Kenneth Lawrence Beaudoin was an American anthropologist and poet. As a poet he was an influential member of the Memphis, Tennessee literary community. As an anthropologist he specialized in the folk literature of First Peoples in North America, and published multiple monographs on myths and legends of the Sioux and Blackfoot peoples.
Marshall Garnett Grant was the upright bassist and electric bassist of singer Johnny Cash's original backing duo, the Tennessee Two, in which Grant and electric guitarist Luther Perkins played. The group became known as The Tennessee Three in 1960, with the addition of drummer W. S. Holland. Grant also served as road manager for Cash and his touring show company.
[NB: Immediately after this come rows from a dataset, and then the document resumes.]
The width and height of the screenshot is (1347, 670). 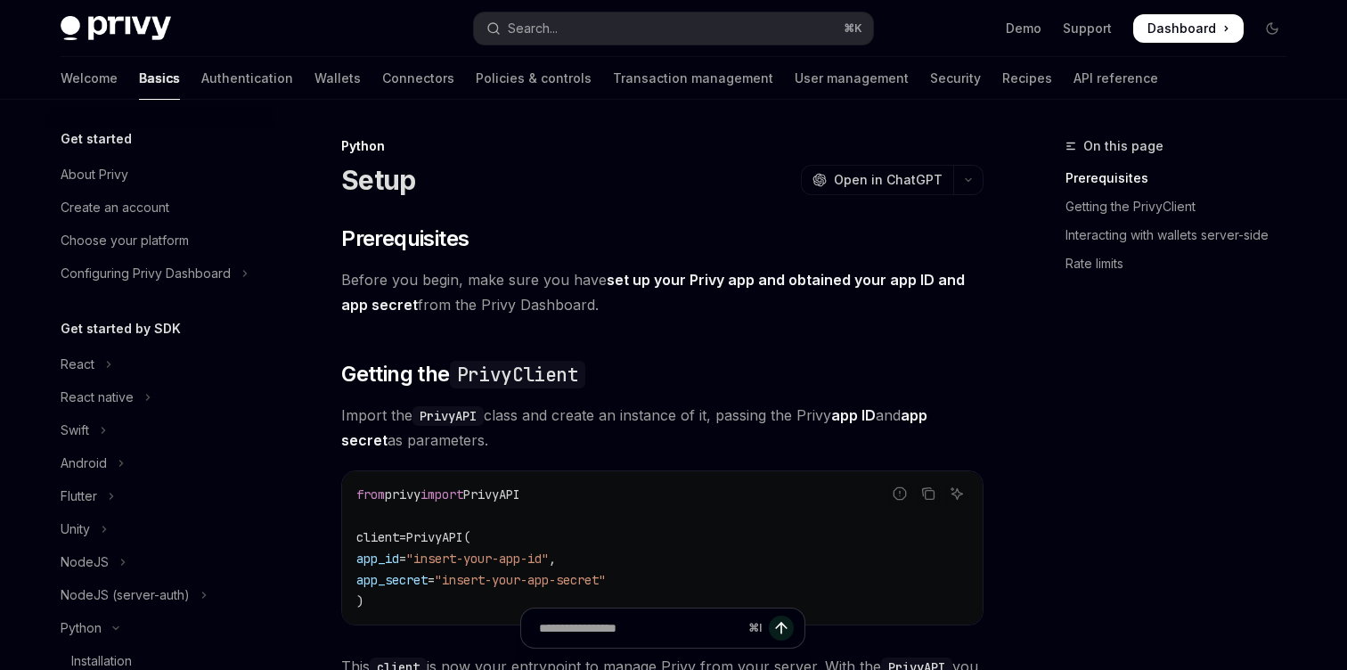 I want to click on a: Authentication, so click(x=247, y=78).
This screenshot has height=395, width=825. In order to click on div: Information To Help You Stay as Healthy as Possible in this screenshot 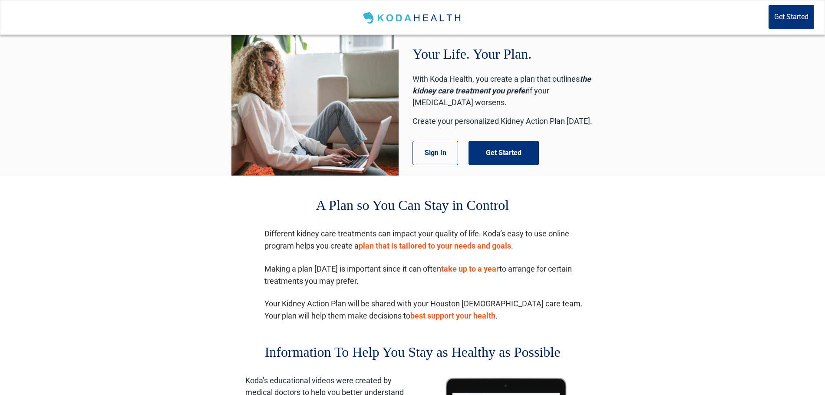, I will do `click(413, 352)`.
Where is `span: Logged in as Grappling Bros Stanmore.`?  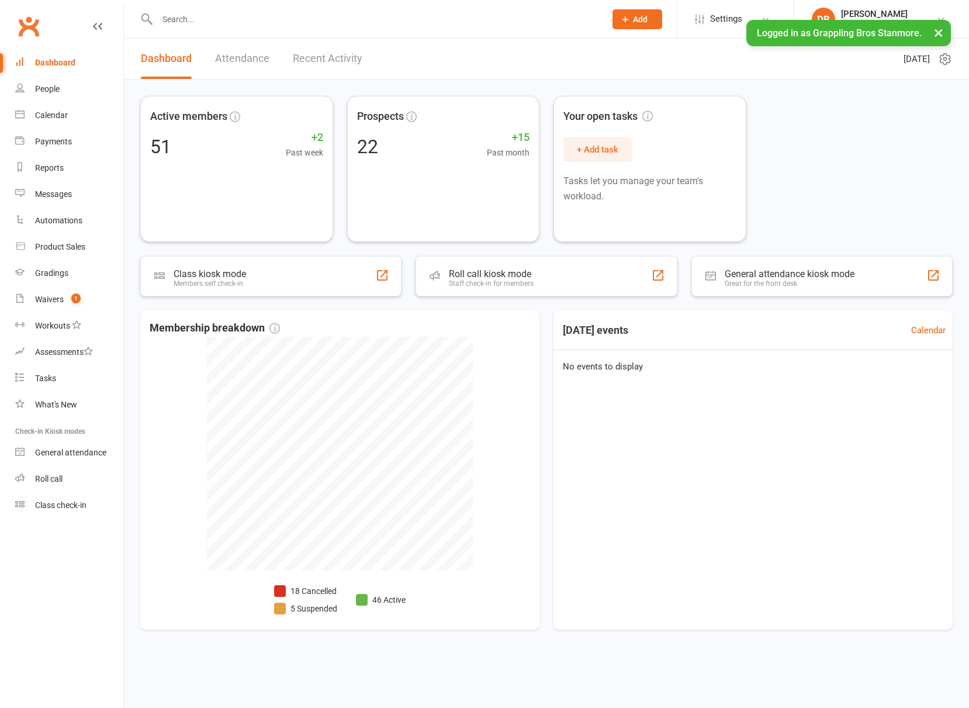 span: Logged in as Grappling Bros Stanmore. is located at coordinates (840, 33).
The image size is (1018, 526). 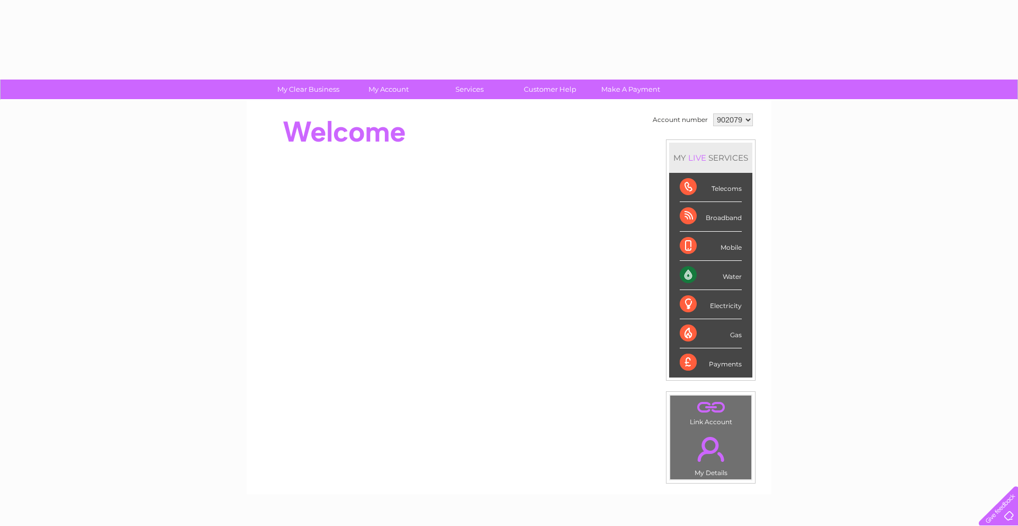 I want to click on div: Gas, so click(x=710, y=333).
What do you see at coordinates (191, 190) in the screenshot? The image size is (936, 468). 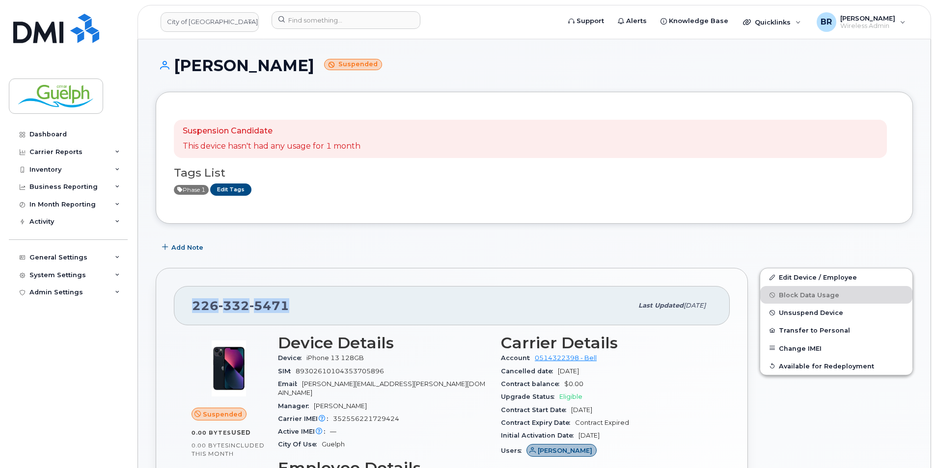 I see `span: Active` at bounding box center [191, 190].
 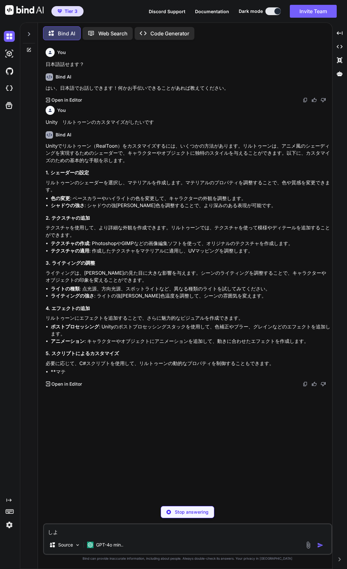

Tennessee v. Garner, 471 U.S. 1 (1985), is a civil case in which the Supreme Court of the United States held that, under the Fourth Amendment, when a law enforcement officer is pursuing a fleeing suspect, the officer may not use deadly force to prevent escape unless "the officer has probable cause to believe that the suspect poses a significant threat of death or serious physical injury to the officer or others."
Clifford Davis was a Democratic U.S. Representative from Tennessee from 1940 to 1965.
The Memphis Police Department is the law enforcement agency of the city of Memphis, Tennessee, United States.
Mount Hope Cemetery is a municipal cemetery located at 3751 Market Street, San Diego, California, and gives its name to the neighborhood of Mount Hope. The cemetery is adjacent to Greenwood Memorial Park.
The Memphis massacre of 1866 was a series of violent events that occurred from May 1 to 3, 1866 in Memphis, Tennessee. The racial violence was ignited by political and social racism following the American Civil War, in the early stages of Reconstruction. After a shooting altercation between white policemen and black veterans recently mustered out of the Union Army, mobs of white residents and policemen rampaged through black neighborhoods and the houses of freedmen, attacking and killing black soldiers and civilians and committing many acts of robbery and arson.
Binghampton is a neighborhood on an edge of Midtown in Memphis, Tennessee. It is named after W. H. Bingham, an Irish immigrant, hotelier, planter, magistrate, politician and entrepreneur who founded a town to the east and slightly north of the Memphis city limits in 1893.
Police Women of Memphis is the third of TLC's Police Women reality documentary series, which follows four female members of the Memphis Police Department in Memphis, Tennessee.
Ell Persons was an African-American man who was lynched on 22 May 1917, after he was accused of having raped and decapitated a 15-year-old white girl, Antoinette Rappel, in Memphis, Tennessee, United States. He was arrested and was awaiting trial when he was captured by a lynch party, who burned him alive and scattered his remains around town, throwing his head at a group of African Americans. A large crowd attended his lynching, which had the atmosphere of a carnival. No one was charged as a result of the lynching, which was described as one of the most vicious in American history, but it did play a part in the foundation of the Memphis chapter of the National Association for the Advancement of Colored People (NAACP).
Curry Todd is a Republican member of the Tennessee House of Representatives for the 95th District, encompassing part of Shelby County.
Memphis, Tennessee serves as the Southern headquarters for Tennessee based street organizations in the Southern United States. In 2021, there were approximately 102 gangs with 13,400 gang members in the city.
David Frank Kustoff is an American politician and attorney serving as the United States representative from Tennessee's 8th congressional district. The district includes the bulk of West Tennessee, but most of its population is in the eastern part of the Memphis area, including the eastern fourth of Memphis itself. From 2006 to 2008, Kustoff served as a United States Attorney for the Western District of Tennessee. He is one of two Jewish Republicans in Congress, alongside Lee Zeldin.